My heart just hurt for you hearing that. I've felt that at various points in my life too.

 

This is a pat answer, and it is one that came out of great pain and hard lessons by me. Maybe you can pick it up a little earlier than I did. It took into my thirties to really really get it.

 

It's not about you. It's about them. Everyone is living in their own little realities; no matter what you are or do or don't do, you can't make them be or do anything. Anything at all. And there are lots of messed up people out there, lots .

 

If you think about it, it's actually almost child like center of the universe kind of thinking to assume otherwise. And little ones do; because they need other people so much, so inevitably, everything in their figuring out of why things are (especially bad things!) goes back to "I must have done something wrong, or be something wrong, for something bad to happen or someone to do something that hurts me or sucks".

 

I'm not insulting you. Like I said, my own thinking has gone back to that plenty over the years.

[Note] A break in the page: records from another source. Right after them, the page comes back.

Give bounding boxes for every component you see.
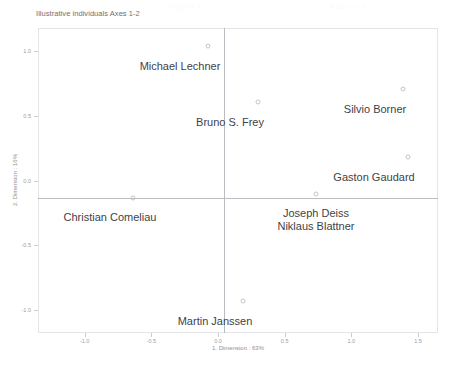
data-point-label: Bruno S. Frey: [196, 116, 264, 129]
data-point-marker[interactable]: [401, 87, 406, 92]
data-point-label: Niklaus Blattner: [277, 220, 354, 233]
x-tick-mark: [418, 333, 419, 337]
data-point-marker[interactable]: [241, 299, 246, 304]
ghost-header-right: Axes 1-2: [330, 2, 366, 11]
data-point-label: Martin Janssen: [178, 315, 253, 328]
data-point-marker[interactable]: [131, 196, 136, 201]
data-point-label: Gaston Gaudard: [333, 171, 414, 184]
x-tick-mark: [351, 333, 352, 337]
data-point-marker[interactable]: [256, 100, 261, 105]
horizontal-zero-axis: [38, 198, 438, 199]
y-tick-label: -0.5: [22, 242, 31, 248]
x-tick-label: -0.5: [147, 338, 156, 344]
y-tick-mark: [34, 181, 38, 182]
data-point-label: Joseph Deiss: [283, 207, 349, 220]
x-tick-label: 0.5: [281, 338, 289, 344]
data-point-marker[interactable]: [206, 44, 211, 49]
x-tick-mark: [285, 333, 286, 337]
y-tick-label: 1.0: [23, 48, 31, 54]
x-tick-label: 0.0: [214, 338, 222, 344]
x-tick-label: 1.0: [348, 338, 356, 344]
y-tick-label: 0.5: [23, 113, 31, 119]
data-point-label: Christian Comeliau: [64, 211, 157, 224]
y-tick-mark: [34, 51, 38, 52]
x-tick-mark: [151, 333, 152, 337]
y-tick-label: 0.0: [23, 178, 31, 184]
y-axis-label: 2. Dimension : 16%: [12, 154, 18, 206]
data-point-marker[interactable]: [314, 192, 319, 197]
data-point-marker[interactable]: [406, 155, 411, 160]
x-tick-label: 1.5: [414, 338, 422, 344]
vertical-zero-axis: [224, 28, 225, 333]
y-tick-label: -1.0: [22, 307, 31, 313]
x-tick-mark: [218, 333, 219, 337]
y-tick-mark: [34, 116, 38, 117]
data-point-label: Michael Lechner: [140, 60, 221, 73]
x-tick-mark: [85, 333, 86, 337]
ghost-header-left: Figure 4: [168, 2, 202, 11]
chart-title: Illustrative individuals Axes 1-2: [36, 9, 140, 18]
y-tick-mark: [34, 310, 38, 311]
data-point-label: Silvio Borner: [344, 103, 406, 116]
y-tick-mark: [34, 245, 38, 246]
x-axis-label: 1. Dimension : 63%: [212, 345, 264, 351]
x-tick-label: -1.0: [80, 338, 89, 344]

My family (in particular, my mothers, and that is a huge family with what I like to describe as a very socialist-tribal influence which is also highly dysfunctional) really screwed with my thinking to do with that - and to be frank - it has taken me a long time to grow up emotionally, in part because I simply didn't have any decent models and had a lot of toxic models.The way I see it now; pretty much all the adults in that family are still emotionally kids. And so each generation has and is basically sucking from each new generation what they need as kids themselves, it's pretty weird.

 

Like I think I have shared with you before, because you wrote a poem I really appreciated about a man who lives on the street who put some real fear in me (which isn't really easy to do). That I have worked with and been around a lot of situations where people are really at their lowest, and what most consider the very bottom of the social ladder.

 

So many of the kids that grow up around that never do come to understand - what happened in their life, it wasn't about them. And as a kid of an alcoholic, and all the other crap, it took me a long time to understand too that it isn't wasn't about me. I am totally separate and got entangled in it when forming; but it isn't me.

 

It hurts and it is really hard if you have never been truly recognized. It's hard to see yourself with no one to help you. It really is. But it can be done.

 

Sure maybe it is just words on a screen and I don't know you, but I would be truly sad if you were to just be one of those who gives up in a bottle of booze and blames himself forever. Every life is precious.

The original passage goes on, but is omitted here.